AFL: let us never speak of it again...
The penny has dropped for me that it's possible and preferable to discuss the theory and practical implementation of Assessment for Learning without ever using the term itself. Whilst this is, for reasons I'll explain, a step forward, I can't help feeling slightly bereft, carrying as I do a strong sense of gratitude to AFL for helping me improve my own practice. Dumping the jargon seems somehow disloyal; I've been going about it for years, and the idea of never referring to Success Criteria again seems like saying goodbye to an old friend, albeit a friend who seems to confuse everyone and is a bit of a mouthful to keep referencing in training sessions.

This last brings me to the point of this post - a couple of things I just need to get off my chest about the use of National Curriculum levels in lessons, and in particular, in English and the Humanities (I do think that levelling works much more effectively in subjects where layers of success are more easily defined, such as maths / MFL etc). Given that levels have been banished from primaries, and that KS3 SATS are far enough in the past for English teachers' post-traumatic stress symptoms to have subsided to a mere infrequent twitch, it's surely time to have another look at NC levels at KS3 and make some changes.
It's interesting that the AFL research and guidance has been absolutely clear about this all the way along: if you throw NC levels around liberally in classrooms, levelling individual pieces of work and making the pursuit of levels central to the day to day experience of being in schools, students will obsess over them and it will harm their learning. Yet this apparently pretty crucial piece of straightforward, evidence-led guidance is the element of AFL that seems most glaringly-ignored, as if schools have blanked it out in order to create more time for teachers to sandpaper their lollipop sticks / polish their traffic lights etc.
So why do we still do it? Why, despite the convincing advice available, does a strong orthodoxy remain which equates teaching so strongly with doling-out levels? Lots of reasons I suppose - the fact that NC levels provide busy teachers with quick access to easily downloadable standards, the fact that school's assessment and reporting systems depend on regular inputting of levels for tracking and analysis, the need for governments to generate graphs to make themselves appear successful, the attraction of having 'national standards' which are supposed to be consistent across the land and more. A reason often given in schools, however, and the one which I'm interested in here, is the idea that students like them and are entitled to them, and in particular the idea that giving levels functions as a useful motivation to get kids working.
It's certainly the case that, when put in a context where levels are available, students will express natural curiosity and an emotional response to receiving levels on their work. Sometimes, that response will be positive, such as when a student who has been getting level 5 now gets a level 6. At this point, it's tempting to conclude that everything is therefore fine - students get to know how well they are doing; everything's clear and straightforward, and everyone knows that they just need to work hard and do what they are told in order to get to a higher level.
Unfortunately, this logical, simplistic approach totally fails to recognise the complexity of the interplay of emotional and social factors which are inescapable in classrooms. There's some brilliant stuff on this in The Spirit Level: Why Equality is Better for Everyone , which explains the notion of 'social evaluative threat'. This is based on the view that humans are 'highly vigilant to threats to (our) social esteem', and that shame is an overpowering emotion. The research shows that, basically, if you really want to make people stressed, anxious and unable to learn, then put them in a situation where they are publicly judged and compared alongside others when undertaking something that it is not in their power to directly influence. Give them something they can't do, then share their performance alongside that of their peers. Of course it could be argued that in schools, students aren't given things they can't do; that they are taught before being asked to perform. Again, this ignores the fact that students are inevitably working from such widely-differing starting points - schools are not level-playing fields, particularly when it comes to the levels of literacy students bring with them. Therefore, when we put students in English lessons and start chucking around levels, is it any wonder that a proportion of those working at lower levels become resentful and disengaged? That students can feel a combination of shame and powerlessness which can make kids choose to behave badly? Who wouldn't? And we shouldn't be surprised that, as a result, attainment gaps emerge and widen, and, to the detriment of all of us, inequality is sustained.
So to conclude, and as we set off on a new school year, I'd just make a plea for sensitivity and mindfulness in the way that we use levels in classrooms, particularly at KS3, remembering always that while Student A is fist-pumping over her 7c, Student B is, much less demonstratively, quietly gutted and ashamed, again, at his 3a, even if it has gone up from a 3b last time. We all know how careful it's necessary to be regarding gradings given to teachers on lesson observations; it can only be right that the same degree of caution and discretion is shown towards our students.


** DIRECTIONS **
Set down all of the records word for word.
*** DATA SECTION Section Begins ***
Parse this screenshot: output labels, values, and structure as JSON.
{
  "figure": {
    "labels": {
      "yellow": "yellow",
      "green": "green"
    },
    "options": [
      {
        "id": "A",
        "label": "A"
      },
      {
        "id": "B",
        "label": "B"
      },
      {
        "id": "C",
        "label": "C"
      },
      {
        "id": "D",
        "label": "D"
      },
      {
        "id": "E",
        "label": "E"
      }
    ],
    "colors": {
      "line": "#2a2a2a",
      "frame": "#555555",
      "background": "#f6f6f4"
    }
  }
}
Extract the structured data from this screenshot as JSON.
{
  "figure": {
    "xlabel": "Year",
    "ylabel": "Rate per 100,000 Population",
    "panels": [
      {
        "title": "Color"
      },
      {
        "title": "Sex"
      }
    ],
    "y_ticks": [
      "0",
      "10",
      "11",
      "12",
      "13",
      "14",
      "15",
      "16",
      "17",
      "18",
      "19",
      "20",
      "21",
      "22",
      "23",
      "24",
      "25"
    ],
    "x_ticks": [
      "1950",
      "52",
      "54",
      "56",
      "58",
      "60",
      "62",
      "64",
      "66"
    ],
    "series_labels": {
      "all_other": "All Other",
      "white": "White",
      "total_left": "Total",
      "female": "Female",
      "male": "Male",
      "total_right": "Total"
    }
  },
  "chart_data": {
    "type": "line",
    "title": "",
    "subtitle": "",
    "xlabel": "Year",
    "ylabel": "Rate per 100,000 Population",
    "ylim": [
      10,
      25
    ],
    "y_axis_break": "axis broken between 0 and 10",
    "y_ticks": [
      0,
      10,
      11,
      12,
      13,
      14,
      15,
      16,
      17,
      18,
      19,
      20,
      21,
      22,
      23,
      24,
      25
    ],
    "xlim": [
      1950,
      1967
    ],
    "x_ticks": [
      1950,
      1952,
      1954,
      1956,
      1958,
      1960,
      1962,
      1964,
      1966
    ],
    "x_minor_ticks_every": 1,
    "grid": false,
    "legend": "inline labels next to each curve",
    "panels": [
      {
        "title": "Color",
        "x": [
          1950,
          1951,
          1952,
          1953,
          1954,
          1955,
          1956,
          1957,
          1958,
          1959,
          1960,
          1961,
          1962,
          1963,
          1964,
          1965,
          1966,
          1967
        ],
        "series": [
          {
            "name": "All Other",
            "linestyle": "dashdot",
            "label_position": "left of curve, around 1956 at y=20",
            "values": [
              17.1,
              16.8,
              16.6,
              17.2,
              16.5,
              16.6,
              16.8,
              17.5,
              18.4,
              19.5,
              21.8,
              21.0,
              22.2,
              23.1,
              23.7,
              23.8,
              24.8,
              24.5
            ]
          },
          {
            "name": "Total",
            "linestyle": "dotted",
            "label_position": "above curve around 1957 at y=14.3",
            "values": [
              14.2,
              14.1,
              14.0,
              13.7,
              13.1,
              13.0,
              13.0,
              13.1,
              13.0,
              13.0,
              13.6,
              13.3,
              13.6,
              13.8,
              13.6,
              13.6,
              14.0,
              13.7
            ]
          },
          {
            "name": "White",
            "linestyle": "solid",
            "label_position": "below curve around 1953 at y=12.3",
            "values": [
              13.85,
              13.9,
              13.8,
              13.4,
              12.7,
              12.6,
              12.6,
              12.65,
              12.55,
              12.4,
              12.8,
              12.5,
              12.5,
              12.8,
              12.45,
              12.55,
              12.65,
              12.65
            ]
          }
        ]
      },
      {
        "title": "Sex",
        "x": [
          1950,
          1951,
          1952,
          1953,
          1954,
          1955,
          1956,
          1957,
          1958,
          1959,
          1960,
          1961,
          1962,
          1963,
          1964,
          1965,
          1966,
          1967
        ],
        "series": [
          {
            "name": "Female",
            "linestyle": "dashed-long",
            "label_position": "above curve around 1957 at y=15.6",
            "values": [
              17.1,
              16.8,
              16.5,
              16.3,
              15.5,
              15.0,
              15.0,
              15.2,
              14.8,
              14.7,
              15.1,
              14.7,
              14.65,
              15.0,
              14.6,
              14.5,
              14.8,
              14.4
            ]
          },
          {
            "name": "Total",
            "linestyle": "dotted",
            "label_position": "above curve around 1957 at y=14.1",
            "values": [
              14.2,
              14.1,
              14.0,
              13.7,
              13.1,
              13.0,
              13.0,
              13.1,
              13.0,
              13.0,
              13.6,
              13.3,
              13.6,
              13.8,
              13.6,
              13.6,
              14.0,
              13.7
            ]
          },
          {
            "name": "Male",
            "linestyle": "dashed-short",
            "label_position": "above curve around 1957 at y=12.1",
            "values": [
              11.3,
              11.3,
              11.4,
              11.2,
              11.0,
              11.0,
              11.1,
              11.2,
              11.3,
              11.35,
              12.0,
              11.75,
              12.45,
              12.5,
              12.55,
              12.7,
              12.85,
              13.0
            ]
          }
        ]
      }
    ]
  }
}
*** DATA SECTION Section Ends ***
** EXERCISE ANSWER **
Parse this screenshot: output labels, values, and structure as JSON.
{
  "figure": {
    "labels": {
      "yellow": "yellow",
      "green": "green"
    },
    "options": [
      {
        "id": "A",
        "label": "A"
      },
      {
        "id": "B",
        "label": "B"
      },
      {
        "id": "C",
        "label": "C"
      },
      {
        "id": "D",
        "label": "D"
      },
      {
        "id": "E",
        "label": "E"
      }
    ],
    "colors": {
      "line": "#2a2a2a",
      "frame": "#555555",
      "background": "#f6f6f4"
    }
  }
}
Extract the structured data from this screenshot as JSON.
{
  "figure": {
    "xlabel": "Year",
    "ylabel": "Rate per 100,000 Population",
    "panels": [
      {
        "title": "Color"
      },
      {
        "title": "Sex"
      }
    ],
    "y_ticks": [
      "0",
      "10",
      "11",
      "12",
      "13",
      "14",
      "15",
      "16",
      "17",
      "18",
      "19",
      "20",
      "21",
      "22",
      "23",
      "24",
      "25"
    ],
    "x_ticks": [
      "1950",
      "52",
      "54",
      "56",
      "58",
      "60",
      "62",
      "64",
      "66"
    ],
    "series_labels": {
      "all_other": "All Other",
      "white": "White",
      "total_left": "Total",
      "female": "Female",
      "male": "Male",
      "total_right": "Total"
    }
  },
  "chart_data": {
    "type": "line",
    "title": "",
    "subtitle": "",
    "xlabel": "Year",
    "ylabel": "Rate per 100,000 Population",
    "ylim": [
      10,
      25
    ],
    "y_axis_break": "axis broken between 0 and 10",
    "y_ticks": [
      0,
      10,
      11,
      12,
      13,
      14,
      15,
      16,
      17,
      18,
      19,
      20,
      21,
      22,
      23,
      24,
      25
    ],
    "xlim": [
      1950,
      1967
    ],
    "x_ticks": [
      1950,
      1952,
      1954,
      1956,
      1958,
      1960,
      1962,
      1964,
      1966
    ],
    "x_minor_ticks_every": 1,
    "grid": false,
    "legend": "inline labels next to each curve",
    "panels": [
      {
        "title": "Color",
        "x": [
          1950,
          1951,
          1952,
          1953,
          1954,
          1955,
          1956,
          1957,
          1958,
          1959,
          1960,
          1961,
          1962,
          1963,
          1964,
          1965,
          1966,
          1967
        ],
        "series": [
          {
            "name": "All Other",
            "linestyle": "dashdot",
            "label_position": "left of curve, around 1956 at y=20",
            "values": [
              17.1,
              16.8,
              16.6,
              17.2,
              16.5,
              16.6,
              16.8,
              17.5,
              18.4,
              19.5,
              21.8,
              21.0,
              22.2,
              23.1,
              23.7,
              23.8,
              24.8,
              24.5
            ]
          },
          {
            "name": "Total",
            "linestyle": "dotted",
            "label_position": "above curve around 1957 at y=14.3",
            "values": [
              14.2,
              14.1,
              14.0,
              13.7,
              13.1,
              13.0,
              13.0,
              13.1,
              13.0,
              13.0,
              13.6,
              13.3,
              13.6,
              13.8,
              13.6,
              13.6,
              14.0,
              13.7
            ]
          },
          {
            "name": "White",
            "linestyle": "solid",
            "label_position": "below curve around 1953 at y=12.3",
            "values": [
              13.85,
              13.9,
              13.8,
              13.4,
              12.7,
              12.6,
              12.6,
              12.65,
              12.55,
              12.4,
              12.8,
              12.5,
              12.5,
              12.8,
              12.45,
              12.55,
              12.65,
              12.65
            ]
          }
        ]
      },
      {
        "title": "Sex",
        "x": [
          1950,
          1951,
          1952,
          1953,
          1954,
          1955,
          1956,
          1957,
          1958,
          1959,
          1960,
          1961,
          1962,
          1963,
          1964,
          1965,
          1966,
          1967
        ],
        "series": [
          {
            "name": "Female",
            "linestyle": "dashed-long",
            "label_position": "above curve around 1957 at y=15.6",
            "values": [
              17.1,
              16.8,
              16.5,
              16.3,
              15.5,
              15.0,
              15.0,
              15.2,
              14.8,
              14.7,
              15.1,
              14.7,
              14.65,
              15.0,
              14.6,
              14.5,
              14.8,
              14.4
            ]
          },
          {
            "name": "Total",
            "linestyle": "dotted",
            "label_position": "above curve around 1957 at y=14.1",
            "values": [
              14.2,
              14.1,
              14.0,
              13.7,
              13.1,
              13.0,
              13.0,
              13.1,
              13.0,
              13.0,
              13.6,
              13.3,
              13.6,
              13.8,
              13.6,
              13.6,
              14.0,
              13.7
            ]
          },
          {
            "name": "Male",
            "linestyle": "dashed-short",
            "label_position": "above curve around 1957 at y=12.1",
            "values": [
              11.3,
              11.3,
              11.4,
              11.2,
              11.0,
              11.0,
              11.1,
              11.2,
              11.3,
              11.35,
              12.0,
              11.75,
              12.45,
              12.5,
              12.55,
              12.7,
              12.85,
              13.0
            ]
          }
        ]
      }
    ]
  }
}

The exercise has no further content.